FUKUSHIMA: FIVE YEARS LATER
JAPAN IS STILL CLEANING UP ONE OF THE WORLD'S WORST NUCLEAR DISASTERS. HERE'S HOW FAR IT HAS COMEAND HOW FAR IT HAS YET TO GO.
A 50-foot wall of water spawned by the quake exploded over Daiichis seawall, swamping backup diesel generators. Four of six nuclear reactors on-site experienced a total blackout. In the days that followed, three of them melted down, spewing enormous amounts of radiation into the air and sea in what became the worst nuclear disaster since Chernobyl in 1986.
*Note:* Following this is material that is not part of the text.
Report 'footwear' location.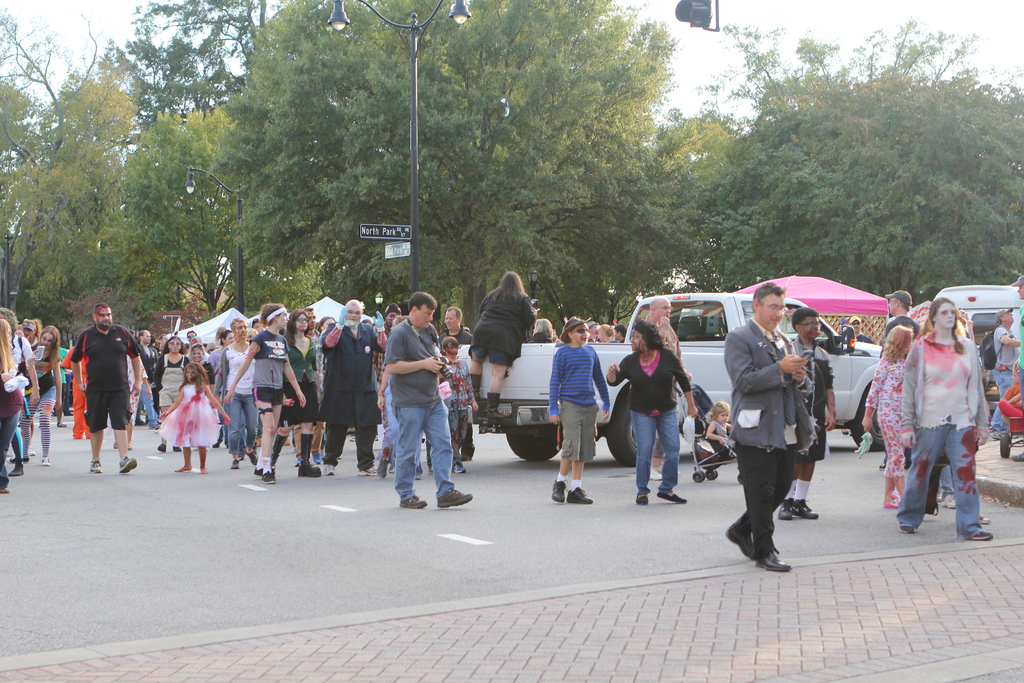
Report: (left=653, top=488, right=691, bottom=506).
The Japanese government never considered abandoning Fukushima as the Soviet Union did with Chernobyl. It made the unprecedented decision to clean up the contaminated areasin the process, generating a projected 22 million cubic meters of low-level radioactive wasteand return some 80,000 nuclear refugees to their homes. This past September, the first of 11 towns in Fukushimas mandatory evacuation zone reopened after extensive decontamination, but fewer than 2 percent of evacuees returned that month. More will follow, but surveys indicate that the majority dont want to go back. Some evacuees are afraid of radiation; many have simply moved on with their lives.
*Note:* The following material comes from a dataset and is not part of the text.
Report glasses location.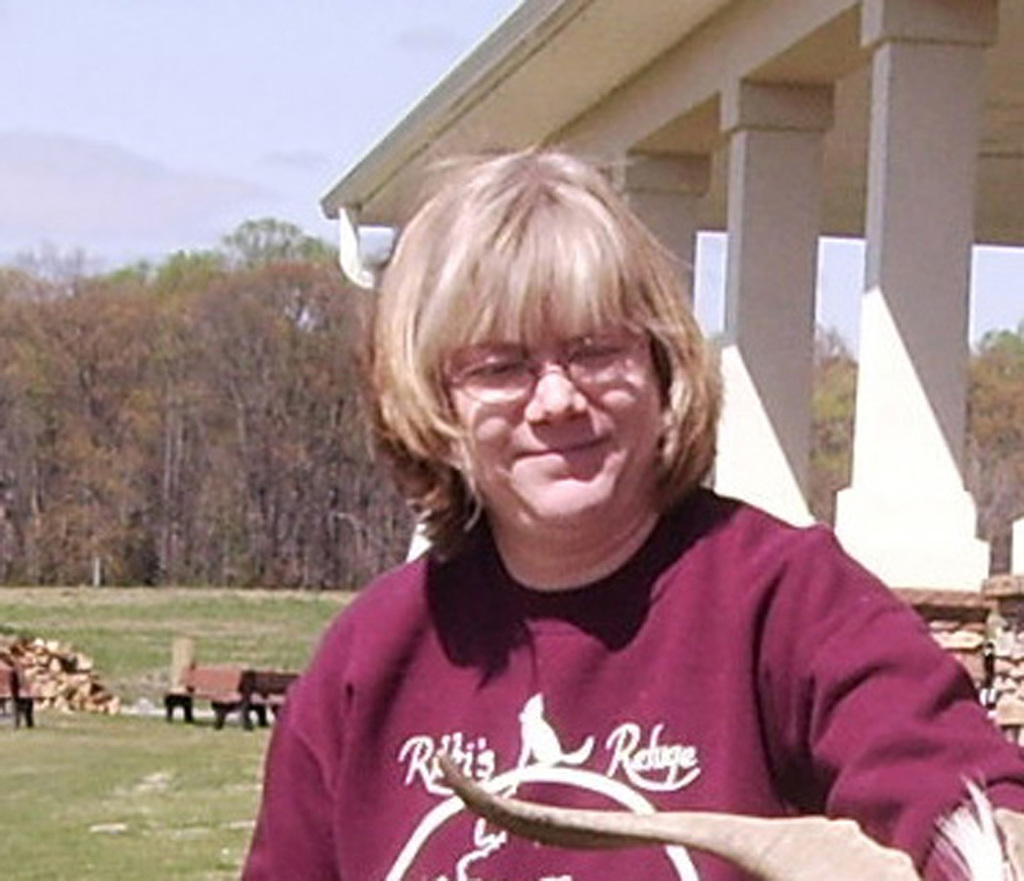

Another town scheduled to reopen, sometime in the next two years, is Tomioka, 6 miles south of the nuclear plant. One night this past fall I drove around Tomiokas waterfront, which the tsunami had completely wiped out. It was eerily quiet, save for a loud, metallic clap echoing through the empty streets from the direction of an incineration facility. Wild boar scampered through fields where the old train station once stood. And a breeze carried the scent of mold and rot from shops and homes that had been cracked open by the earthquake and gutted by the tsunami. In one shop, a truck had been carried through a display window and deposited on the floor as if it had been deliberately parked there.